The table below illustrates different concentration metrics for a ‘Mag 7’ portfolio, ranging from 0 in an equally weighted portfolio to very high levels when the (notional) portfolio is centred around a single stock. The ‘Mag 7’ portfolio with rescaled market cap weights as at July 2024 is in the middle.
By applying this concentration metric to the global index historically, we see that concentration levels have been consistently high (over 80) and started exceeding 90 after the COVID-19 period.
An alternative way to assess concentration is to decouple the effective and actual number of stocks levels historically.
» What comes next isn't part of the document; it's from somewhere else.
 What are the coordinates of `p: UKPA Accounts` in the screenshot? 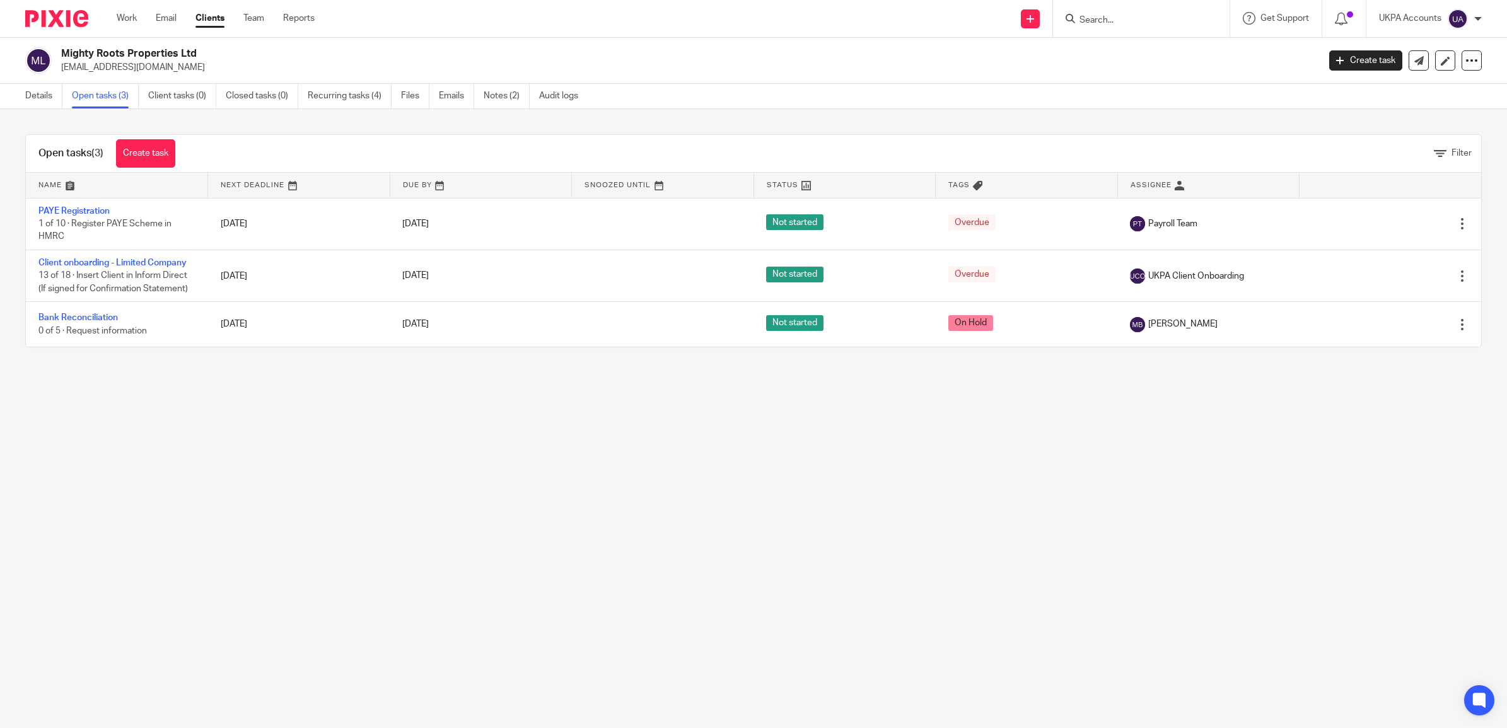 It's located at (1409, 18).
This approach essentially tells the same story – the increase in the concentration metric aligns with jumps in the actual number of holdings with decreasing effective number of holdings.
The market is concentrated, but this isn’t new or unique to the US
Based on the above, we can conclude that the US market does exhibit signs of concentration, largely due to the ‘Mag 7’. However, this isn’t just seen in the US. For example, Taiwan Semiconductor Manufacturing Co* accounts for 45% of the overall Taiwanese index, while Samsung Electronics Co* is around 31% of the South Korean market.
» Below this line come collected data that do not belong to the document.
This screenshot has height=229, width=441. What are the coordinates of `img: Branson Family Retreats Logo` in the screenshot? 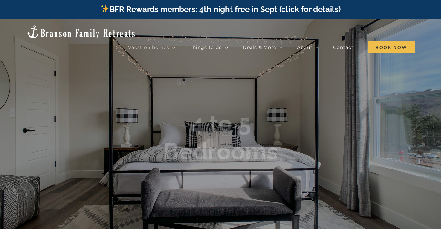 It's located at (81, 32). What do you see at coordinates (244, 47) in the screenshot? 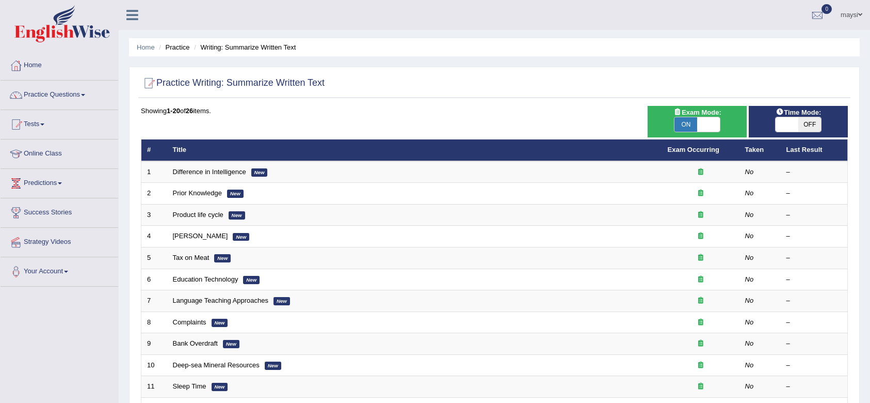
I see `li: Writing: Summarize Written Text` at bounding box center [244, 47].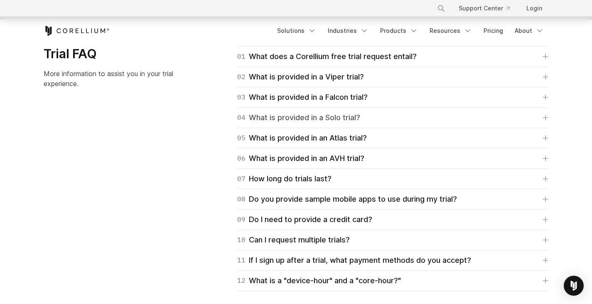 This screenshot has height=304, width=592. Describe the element at coordinates (450, 31) in the screenshot. I see `a: Resources` at that location.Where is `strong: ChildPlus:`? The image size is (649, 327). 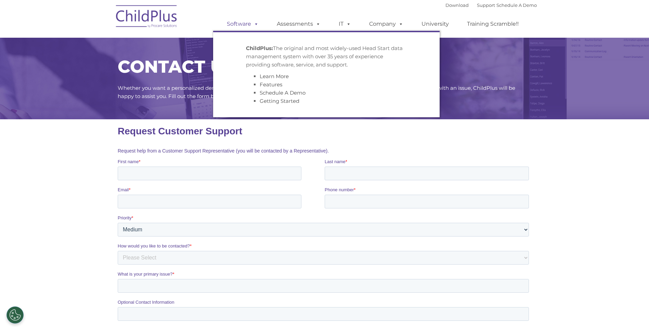 strong: ChildPlus: is located at coordinates (259, 48).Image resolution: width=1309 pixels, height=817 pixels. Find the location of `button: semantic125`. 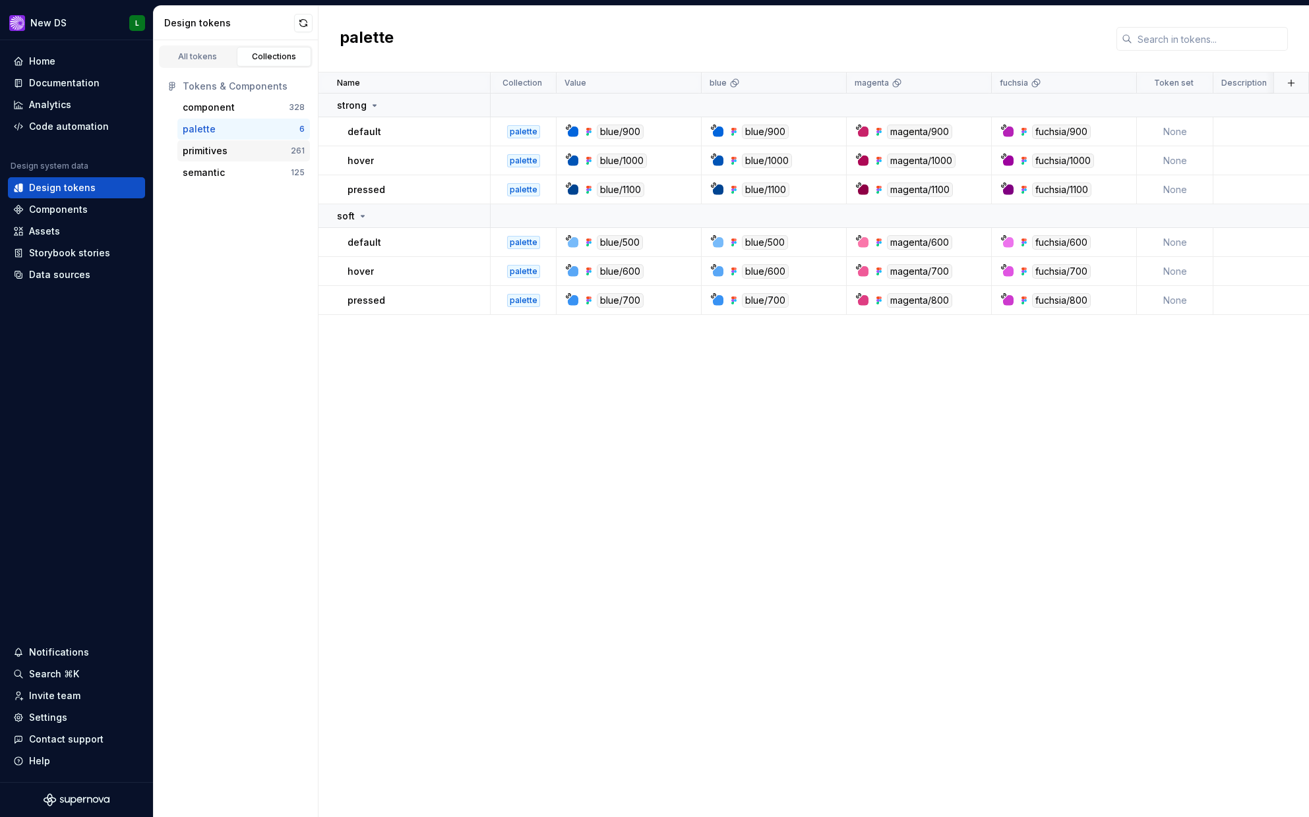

Concentration within markets is also not new. For instance, in 2001, the top 10 stocks in Finland and Switzerland comprised over 80% of total market capitalisation in their respective markets. As an example, mobile phone company Nokia* drove around 66% of the market capitalisation of the Finnish market.
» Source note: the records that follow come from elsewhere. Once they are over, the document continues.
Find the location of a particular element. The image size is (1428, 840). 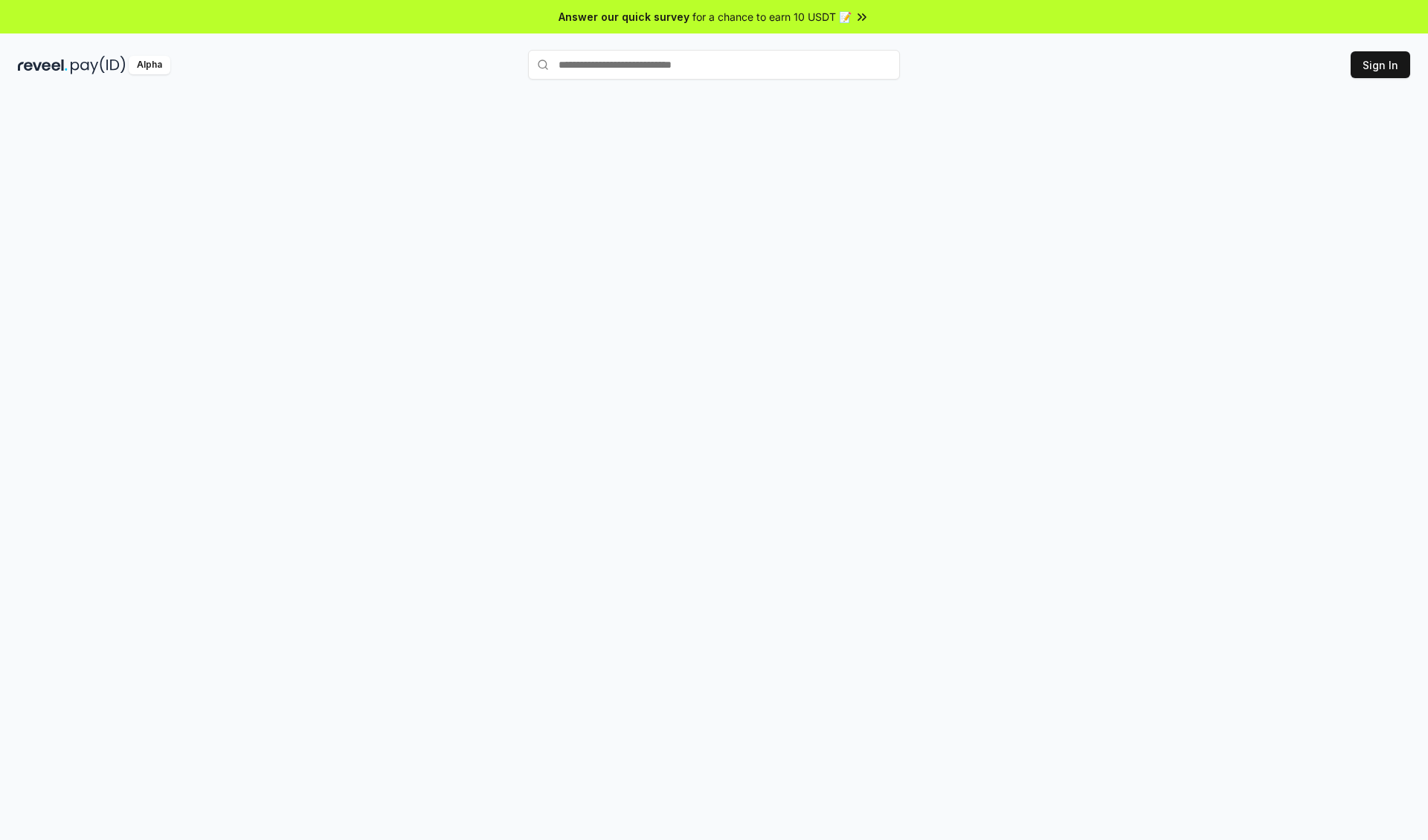

button: Sign In is located at coordinates (1380, 65). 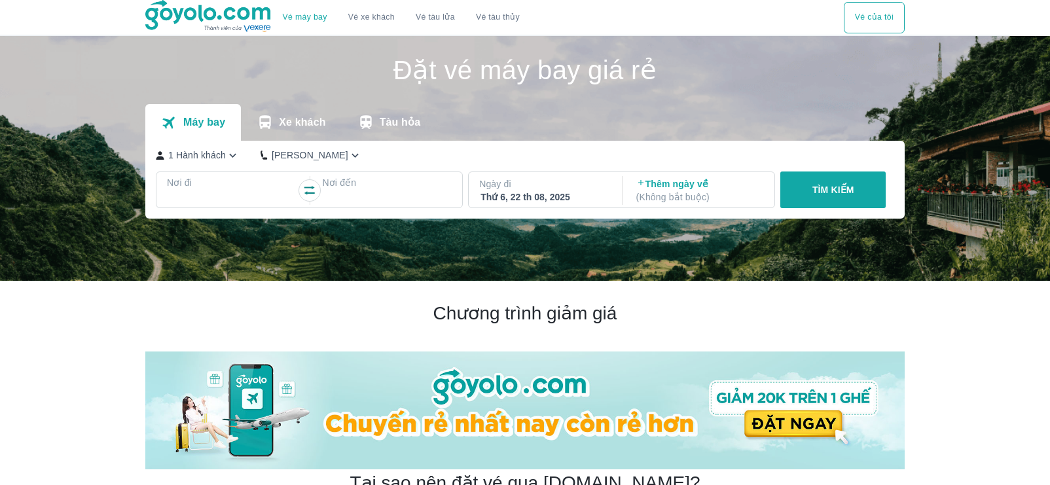 What do you see at coordinates (525, 70) in the screenshot?
I see `h1: Đặt vé máy bay giá rẻ` at bounding box center [525, 70].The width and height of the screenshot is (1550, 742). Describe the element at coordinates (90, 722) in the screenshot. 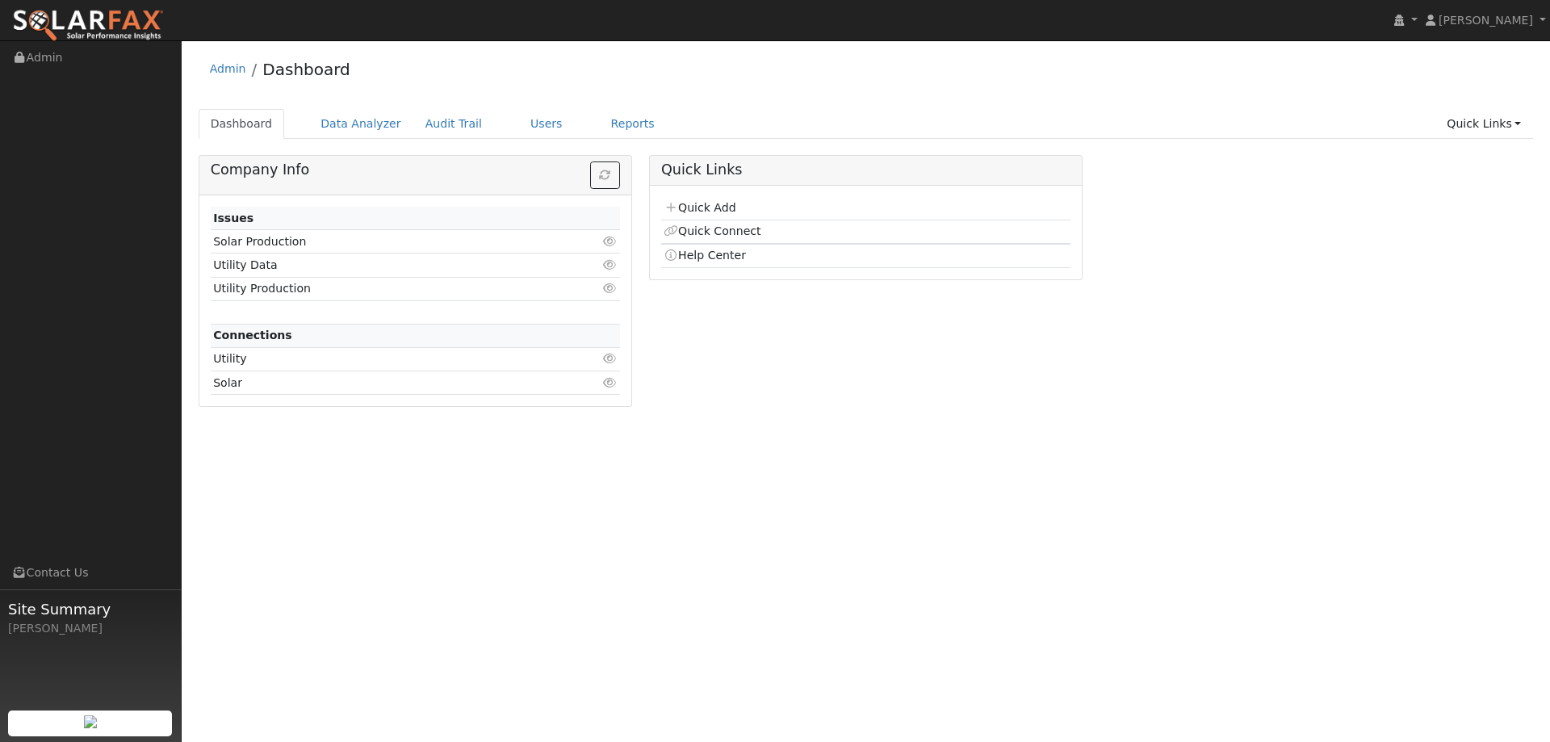

I see `img: retrieve` at that location.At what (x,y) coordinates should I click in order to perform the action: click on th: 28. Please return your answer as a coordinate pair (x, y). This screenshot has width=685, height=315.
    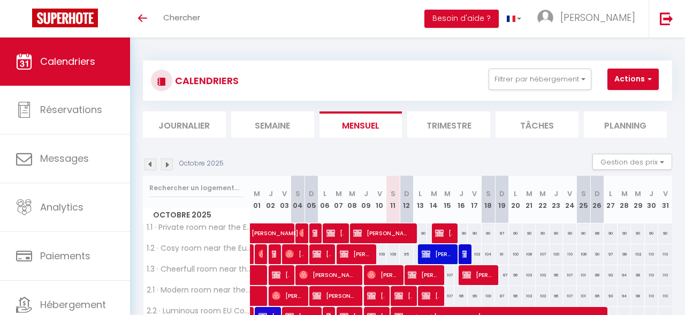
    Looking at the image, I should click on (624, 199).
In the next instalment of this blog we’ll assess what concentration means for investors in terms of performance, risk and fundamentals.
*For illustrative purposes only. Reference to a particular security is on a historic basis and does not mean that the security is currently held or will be held within an LGIM portfolio. The above information does not constitute a recommendation to buy or sell any security.
[1] Comprising Microsoft*, Apple*, Amazon*, Alphabet*, Meta*, Nvidia* and Tesla*. Hereafter referred to as ‘Mag 7’.
[2] Based on analysis of the Stoxx World AC Large and Mid Cap Index as at July 2024.
[3] Effective number of stocks is equal to 1/HHI or 1/sum(squared stock weights).
[4] Our measure was informed by the academic paper Is Index Concentration an Inevitable Consequence of Market-Capitalization Weighting? Our forthcoming whitepaper will provide greater mathematical detail on the methodology behind this metric.